In his 2000 book, The America We Deserve, Trump laid out the case for attacking Iraq, saying they were developing weapons of mass destruction.

"The fact is, if we practiced a principled and tough policy toward this and other outlaw states, we wouldn't be in this situation. Even when we finally decide to go after a rogue state, we often stop well short of finishing the job. Consider Iraq. After each pounding from U.S. warplanes, Iraq has dusted itself off and gone right back to work developing a nuclear arsenal," Trump wrote in his book "Six years of tough talk and U.S. fireworks in Baghdad have done little to slow Iraq's crash program to become a nuclear power. They've got missiles capable of flying nine hundred kilometers— more than enough to reach Tel Aviv. They've got enriched uranium. All they need is the material for nuclear fission to complete the job, and, according to the Rumsfeld report, we don't even know for sure if they've laid their hands on that yet. That's what our last aerial assault on Iraq in 1999 was about."

Taking Iraq mission "to its conclusion" might not be crazy Trump wrote, saying they had an incentive to attack us.
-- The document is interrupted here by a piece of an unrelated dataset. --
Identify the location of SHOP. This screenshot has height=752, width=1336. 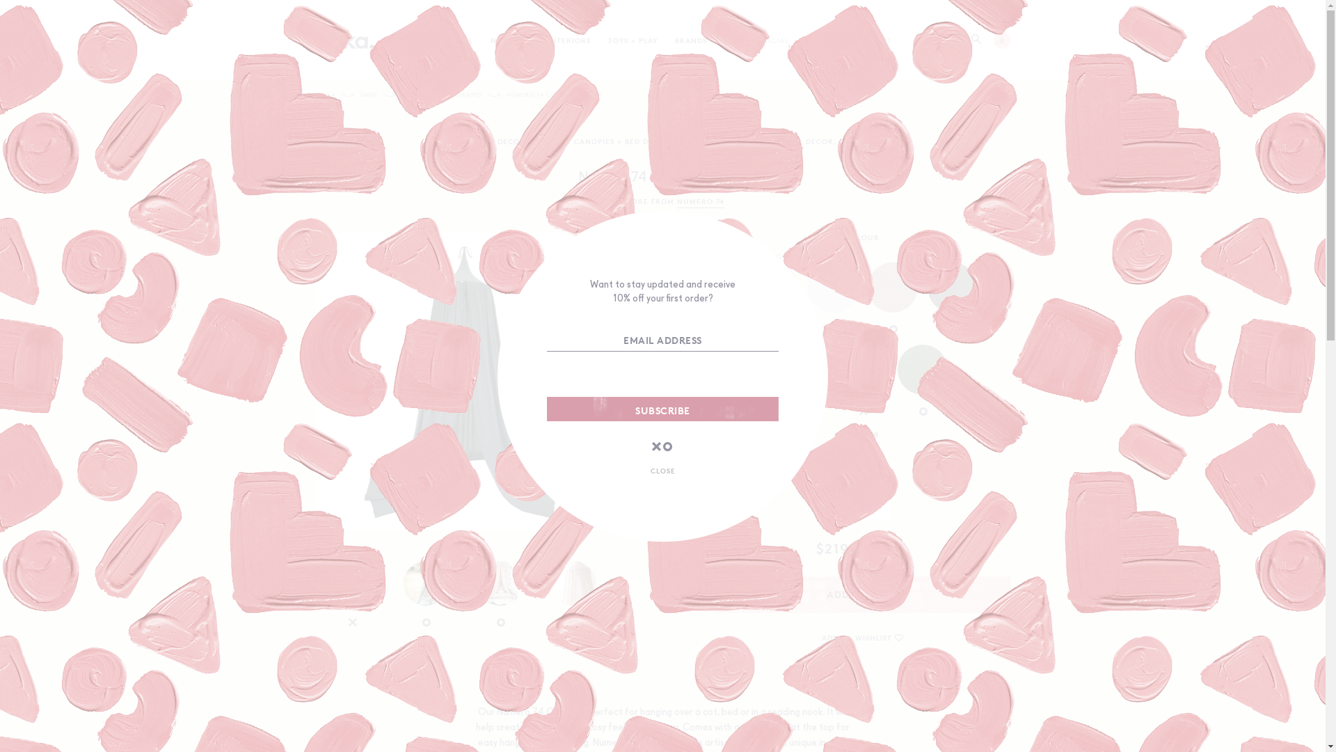
(369, 95).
"Saddam Hussein wouldn't let UN weapons inspectors examine certain sites where that material might be stored. The result when our bombing was over? We still don't know what Iraq is up to or whether it has the material to build nuclear weapons. I'm no warmonger. But the fact is, if we decide a strike against Iraq is necessary, it is madness not to carry the mission to its conclusion. When we don't, we have the worst of all worlds: Iraq remains a threat, and now has more incentive than ever to attack us."

Trump also repeated a his new excuse for why there is a lack of evidence that he opposed the Iraq War prior to the invasion. After saying in September he could provide "25 different stories" he was against Iraq before it began, Trump, said the lack of coverage of his opposition to Iraq was because he was merely a businessman.

A detailed search by BuzzFeed News in September (and other news organization in recent days) has produced zero evidence Trump opposed the war before the March 2003 start.